Visual Inspection Catches What Metrics Miss

A Human Looking at the Chart Caught What Every Automated Metric Missed
What Happened
The oil model’s Karpathy ratchet ran two rounds of optimization and reported “BEATING BOTH PLATFORMS ON ALL THRESHOLDS” with +25.52pp Brier advantage over Polymarket and +2.23pp over Kalshi. Every automated metric said the model was winning.
A human looked at the forecast chart and asked: “why are we forecasting oil will be $149 by April 15? isn’t that like a 1.5x multiplier from where we are today?”
WTI was at $92.38. The model’s median 1-week forecast was $118. The P75 was $131. The mean peak was $139. A 1.5x overnight move would be the largest single-day oil move in history. The model was projecting this as the MEDIAN outcome.
No automated metric flagged this because:
- Brier score under uniform reference rewarded maximum bullishness (Goodhart’s Law)
- R² and MAPE measured historical fit (backward-looking), not forward reasonableness
- Calibration penalty wasn’t implemented yet
- Per-threshold comparisons showed “model wins” at every threshold because the scoring function was gameable
Root Cause
The automated pipeline had no “sanity check” step. Every metric was either backward-looking (R², MAPE, direction accuracy) or computed against a gameable reference (Brier under uniform). No metric asked the simple question: “is a 60% rally in 16 days a reasonable median forecast?”
The human spotted it instantly by looking at the Y-axis of the forecast chart: the line went from $92 today to $118-$149 within days.
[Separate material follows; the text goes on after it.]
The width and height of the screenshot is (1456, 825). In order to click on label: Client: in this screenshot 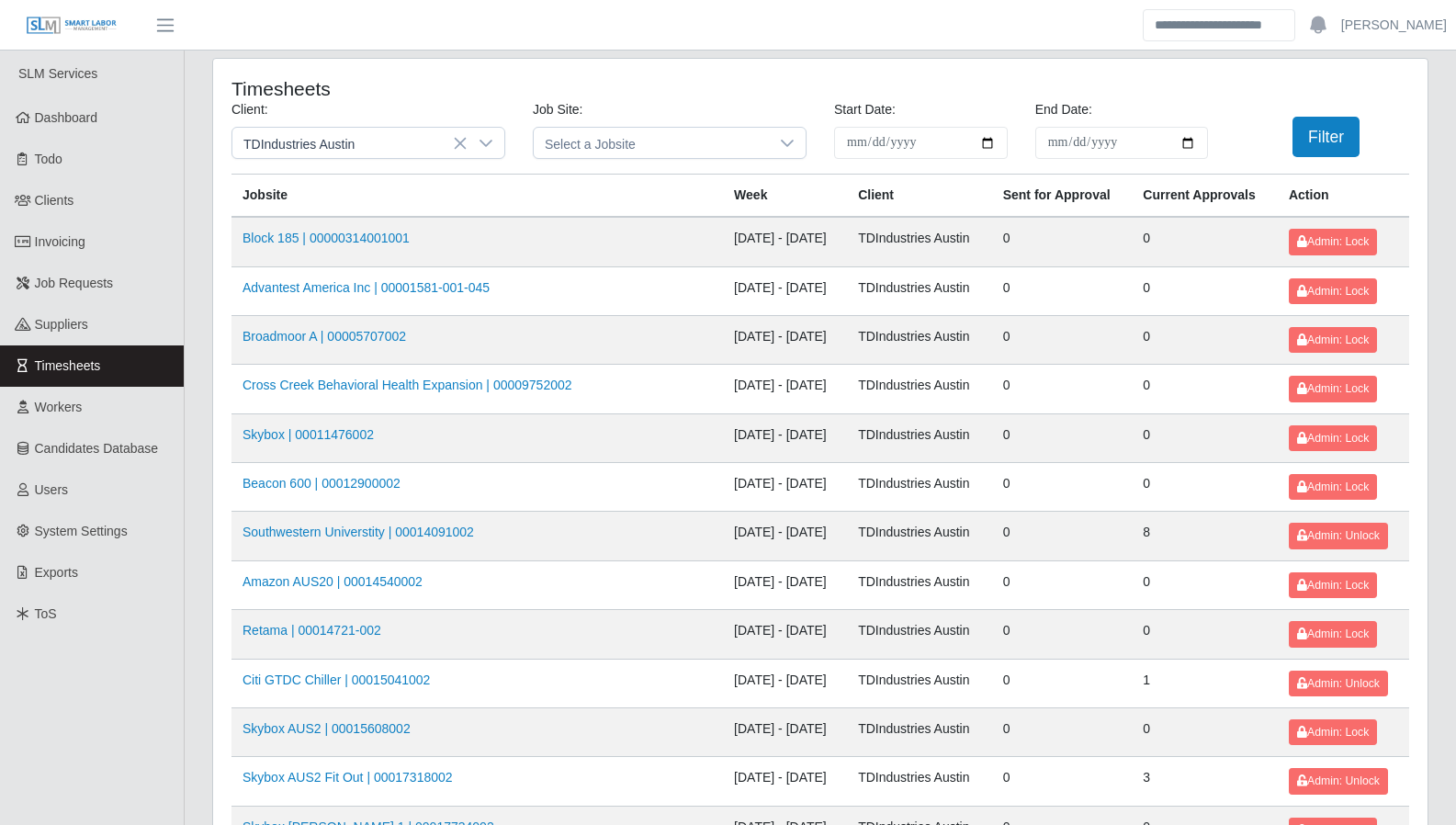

No quant model should project a 1.5x move as the median outcome without extraordinary justification.
Fix
Three layers:
- Calibration-proper scoring: market-implied reference + squared-deviation penalty prevents the ratchet from gaming the metric
- Structural MC fixes: proportional anchor, known ceasefire injection, faster recovery rates make the forward forecast consistent with spot price
- Visual validation: the forecast chart on the public dashboard serves as a permanent sanity check. If the model projects absurd moves, anyone can see it.
Lessons
- Automated metrics are necessary but not sufficient. A human looking at the output for 5 seconds caught what 60 ratchet iterations, 5 diagnostic scripts, and 18 per-threshold Brier comparisons all missed.
- Forward forecasts need sanity bounds. Any model that projects a median move > 20% in a week should trigger an automatic flag, regardless of what the scoring metrics say.
- Deploy the dashboard early. The public dashboard at alejandro-gutierrez.com/projects/oil/ makes the model’s predictions visible. If it shows absurd numbers, someone will notice. That’s a feature, not a bug.
- The simplest question is the most powerful audit. “Does this number make sense?” beats any scoring rule.